MPD Chief Cathy Lanier
MPD Chief Cathy Lanier

D.C. Police Union Chief Kristopher Baumann has reviewed Ret. Judge Stanley Sporkin‘s report on the missing and/or destroyed evidence in the Pershing Park case. Baumann says he has concluded that there can be only one next step: The case should be referred to the Department of Justice.

“There needs to be an independent prosecutor set up,” Baumann says. There’s a host of potential criminal charges ranging from perjury to obstruction of justice. That’s just what we know….We don’t know that much. What we do know is terrible. What goes on past that is a question obviously someone needs to come in and tear this all apart.”

At issue is how did the Pershing Park running resume, a real-time accounting of police activity generated by the police department’s command center, disappear? And how did the radio transcripts concerning Pershing Park end up containing gaps?

Although the Sporkin Report failed to reach definitive conclusions, it suggested that the running resume may have been destroyed on purpose. And it called for an outside expert to examine the radio tapes. The report also documents conflicting statements from police officials about the evidence destruction.

“I gave it my best shot,” Sporkin tells City Desk. He explains that he did not feel comfortable making determinations of fact. That’s best left to a courtroom, he argued. “It has to be done in a court of law,” he says. “You cannot make determinations without the people having a right to counsel, and the right to cross-examine those witnesses that are giving information that are contrary to your interests.”

One way to address Sporkin’s concerns is to open up a criminal case with the feds, Baumann says. And he believes the Department of Justice, not the U.S. Attorney’s Office, should handle the matter.

“I think Department of Justice,” Baumann says. Because of the U.S. Attorney’s Office’s close working relationship with the D.C. Police and the OAG, he says, it should not take the case. “This needs to be handled out of Main Justice.”

Requesting federal intervention isn’t in the police union chief’s standard arsenal of policy prescriptions. Historically, in fact, the police union has chafed at federal oversight into departmental affairs. In the late ’90s, former Chief Charles Ramsey sought out the Justice Department’s assistance in reviewing all police-involved shootings. Rank-and-file cops were furious with Ramsey over that decision.

In the case of Pershing Park, Baumann’s tough talk runs no risk of a backlash from the rank and file, in large part because the culprits of unwarranted arrests and the missing evidence are all top department brass. Indeed, it’s Baumann’s job to hound those folks.

The course of the Pershing Park case, says Baumann, goes beyond whether top police officials erred in a critical decision. He feels the whole drama has the potential to impact criminal cases. If the OAG and D.C. Police general counsel could so thoroughly screw up this case, how well are they handling evidence on the criminal docket?

“I think this is going to become a major crisis for a lot of agencies and a lot of people,” Baumann says.

The FOP chief joins Councilmember Mary Cheh in calling for federal authorities to look into Pershing Park.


#### Exercise objective
Work through the data below line by line and say how many lines hold "then"; give only the number.

(Dataset listings of figures)
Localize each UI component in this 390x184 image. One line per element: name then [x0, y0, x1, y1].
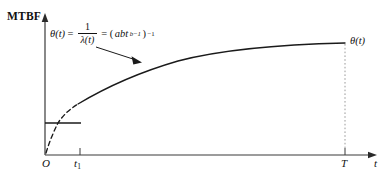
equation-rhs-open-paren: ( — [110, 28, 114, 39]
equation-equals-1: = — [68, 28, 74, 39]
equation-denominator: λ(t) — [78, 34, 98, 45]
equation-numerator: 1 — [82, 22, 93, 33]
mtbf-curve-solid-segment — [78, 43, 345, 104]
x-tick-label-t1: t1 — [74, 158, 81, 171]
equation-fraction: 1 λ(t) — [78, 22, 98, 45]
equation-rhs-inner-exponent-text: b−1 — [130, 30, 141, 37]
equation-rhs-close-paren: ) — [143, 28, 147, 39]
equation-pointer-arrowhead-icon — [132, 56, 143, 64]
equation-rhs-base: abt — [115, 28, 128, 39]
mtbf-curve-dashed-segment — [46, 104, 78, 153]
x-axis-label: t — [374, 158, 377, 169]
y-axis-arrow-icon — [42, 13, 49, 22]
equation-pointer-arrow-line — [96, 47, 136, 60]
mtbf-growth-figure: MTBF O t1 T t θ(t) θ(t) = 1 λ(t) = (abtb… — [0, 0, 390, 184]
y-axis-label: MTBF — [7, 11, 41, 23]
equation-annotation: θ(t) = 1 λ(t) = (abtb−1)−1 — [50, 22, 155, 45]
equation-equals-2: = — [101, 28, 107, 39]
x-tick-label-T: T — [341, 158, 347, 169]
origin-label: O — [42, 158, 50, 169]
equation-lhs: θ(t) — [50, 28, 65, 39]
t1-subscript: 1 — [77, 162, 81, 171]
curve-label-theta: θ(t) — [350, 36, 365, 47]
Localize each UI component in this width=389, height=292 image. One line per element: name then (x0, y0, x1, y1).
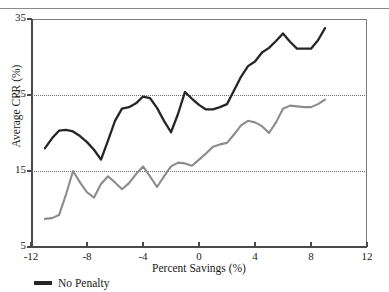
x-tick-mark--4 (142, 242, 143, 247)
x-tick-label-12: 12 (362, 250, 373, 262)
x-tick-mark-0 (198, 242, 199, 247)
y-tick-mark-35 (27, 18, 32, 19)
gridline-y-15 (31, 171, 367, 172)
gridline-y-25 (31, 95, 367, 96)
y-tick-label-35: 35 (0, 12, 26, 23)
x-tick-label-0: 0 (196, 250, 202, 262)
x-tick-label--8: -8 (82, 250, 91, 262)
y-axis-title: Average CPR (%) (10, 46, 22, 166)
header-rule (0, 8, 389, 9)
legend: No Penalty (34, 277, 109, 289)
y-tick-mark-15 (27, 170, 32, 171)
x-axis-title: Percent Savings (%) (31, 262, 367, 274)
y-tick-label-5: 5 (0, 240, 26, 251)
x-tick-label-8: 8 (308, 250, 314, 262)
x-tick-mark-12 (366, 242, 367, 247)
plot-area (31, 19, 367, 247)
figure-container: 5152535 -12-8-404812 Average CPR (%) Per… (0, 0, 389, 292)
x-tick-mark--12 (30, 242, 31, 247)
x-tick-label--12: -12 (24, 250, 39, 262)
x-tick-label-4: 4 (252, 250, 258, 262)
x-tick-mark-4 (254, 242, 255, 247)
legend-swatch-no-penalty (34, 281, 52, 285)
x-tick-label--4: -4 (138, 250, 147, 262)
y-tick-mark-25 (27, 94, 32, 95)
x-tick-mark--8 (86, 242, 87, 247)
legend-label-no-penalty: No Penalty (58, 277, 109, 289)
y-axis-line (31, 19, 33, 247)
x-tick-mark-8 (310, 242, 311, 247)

* * *

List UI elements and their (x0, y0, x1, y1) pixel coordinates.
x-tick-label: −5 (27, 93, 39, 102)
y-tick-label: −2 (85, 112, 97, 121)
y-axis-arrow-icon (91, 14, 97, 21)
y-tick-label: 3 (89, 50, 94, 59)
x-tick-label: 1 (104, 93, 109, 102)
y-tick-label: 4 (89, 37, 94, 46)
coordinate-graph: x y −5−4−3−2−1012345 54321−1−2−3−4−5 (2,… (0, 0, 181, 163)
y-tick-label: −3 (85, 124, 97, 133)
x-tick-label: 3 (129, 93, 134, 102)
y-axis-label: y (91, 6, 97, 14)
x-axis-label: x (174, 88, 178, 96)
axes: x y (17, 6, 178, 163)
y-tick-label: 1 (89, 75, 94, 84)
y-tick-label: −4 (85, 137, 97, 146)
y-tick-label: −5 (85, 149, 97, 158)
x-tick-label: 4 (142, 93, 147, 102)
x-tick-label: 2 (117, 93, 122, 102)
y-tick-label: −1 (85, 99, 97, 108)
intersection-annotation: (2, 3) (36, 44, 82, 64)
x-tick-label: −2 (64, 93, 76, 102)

--

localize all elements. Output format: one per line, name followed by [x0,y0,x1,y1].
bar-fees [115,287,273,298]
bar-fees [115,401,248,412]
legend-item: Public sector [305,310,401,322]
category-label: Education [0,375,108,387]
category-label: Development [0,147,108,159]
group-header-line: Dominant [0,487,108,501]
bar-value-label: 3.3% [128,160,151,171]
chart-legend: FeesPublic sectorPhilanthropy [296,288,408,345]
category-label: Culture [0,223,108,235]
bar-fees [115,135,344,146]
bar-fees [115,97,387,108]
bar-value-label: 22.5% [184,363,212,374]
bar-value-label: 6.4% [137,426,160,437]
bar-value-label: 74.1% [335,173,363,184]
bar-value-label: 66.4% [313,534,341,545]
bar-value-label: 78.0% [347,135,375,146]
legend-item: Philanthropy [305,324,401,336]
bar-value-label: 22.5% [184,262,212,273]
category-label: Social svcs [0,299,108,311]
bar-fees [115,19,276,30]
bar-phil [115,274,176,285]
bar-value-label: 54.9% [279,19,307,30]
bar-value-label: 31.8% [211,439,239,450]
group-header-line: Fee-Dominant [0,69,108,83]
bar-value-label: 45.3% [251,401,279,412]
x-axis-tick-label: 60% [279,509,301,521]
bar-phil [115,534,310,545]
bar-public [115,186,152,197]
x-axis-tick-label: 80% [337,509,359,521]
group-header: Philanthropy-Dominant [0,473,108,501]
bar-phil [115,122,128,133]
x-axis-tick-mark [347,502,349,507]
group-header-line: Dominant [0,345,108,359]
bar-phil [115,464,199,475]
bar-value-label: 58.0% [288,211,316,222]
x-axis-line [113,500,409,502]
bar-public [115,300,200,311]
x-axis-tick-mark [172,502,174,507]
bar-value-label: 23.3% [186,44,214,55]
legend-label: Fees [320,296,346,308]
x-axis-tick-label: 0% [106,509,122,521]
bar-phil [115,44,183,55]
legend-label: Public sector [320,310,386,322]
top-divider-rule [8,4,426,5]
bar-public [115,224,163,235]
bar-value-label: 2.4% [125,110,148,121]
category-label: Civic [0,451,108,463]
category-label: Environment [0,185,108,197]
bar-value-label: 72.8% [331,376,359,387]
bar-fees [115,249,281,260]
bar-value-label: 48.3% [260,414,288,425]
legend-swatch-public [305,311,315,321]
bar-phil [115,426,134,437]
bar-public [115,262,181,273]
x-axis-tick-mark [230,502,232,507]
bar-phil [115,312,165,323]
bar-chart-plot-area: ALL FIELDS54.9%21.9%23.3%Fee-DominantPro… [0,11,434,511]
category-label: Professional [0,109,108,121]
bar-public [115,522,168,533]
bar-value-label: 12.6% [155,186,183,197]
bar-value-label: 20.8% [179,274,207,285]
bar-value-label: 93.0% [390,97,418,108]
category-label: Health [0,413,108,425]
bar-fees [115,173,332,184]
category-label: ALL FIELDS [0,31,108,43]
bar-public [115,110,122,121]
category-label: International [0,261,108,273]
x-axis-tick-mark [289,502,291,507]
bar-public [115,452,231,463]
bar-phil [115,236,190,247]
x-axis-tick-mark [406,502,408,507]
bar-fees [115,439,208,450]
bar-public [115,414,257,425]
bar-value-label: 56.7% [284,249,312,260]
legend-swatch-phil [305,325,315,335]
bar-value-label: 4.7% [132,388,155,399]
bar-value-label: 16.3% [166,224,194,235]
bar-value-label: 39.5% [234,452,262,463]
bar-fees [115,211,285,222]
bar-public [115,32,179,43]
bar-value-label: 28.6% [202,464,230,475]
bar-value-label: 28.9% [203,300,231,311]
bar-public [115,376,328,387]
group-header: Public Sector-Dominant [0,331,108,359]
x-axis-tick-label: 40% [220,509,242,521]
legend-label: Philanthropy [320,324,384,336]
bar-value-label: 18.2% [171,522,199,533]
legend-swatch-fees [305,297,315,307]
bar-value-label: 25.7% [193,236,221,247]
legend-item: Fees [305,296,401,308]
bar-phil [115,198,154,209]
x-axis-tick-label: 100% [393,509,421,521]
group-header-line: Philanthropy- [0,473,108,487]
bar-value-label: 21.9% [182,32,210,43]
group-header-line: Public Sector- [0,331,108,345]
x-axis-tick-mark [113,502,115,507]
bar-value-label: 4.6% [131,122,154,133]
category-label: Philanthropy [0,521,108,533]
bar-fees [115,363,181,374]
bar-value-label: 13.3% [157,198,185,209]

#### Exercise answer
2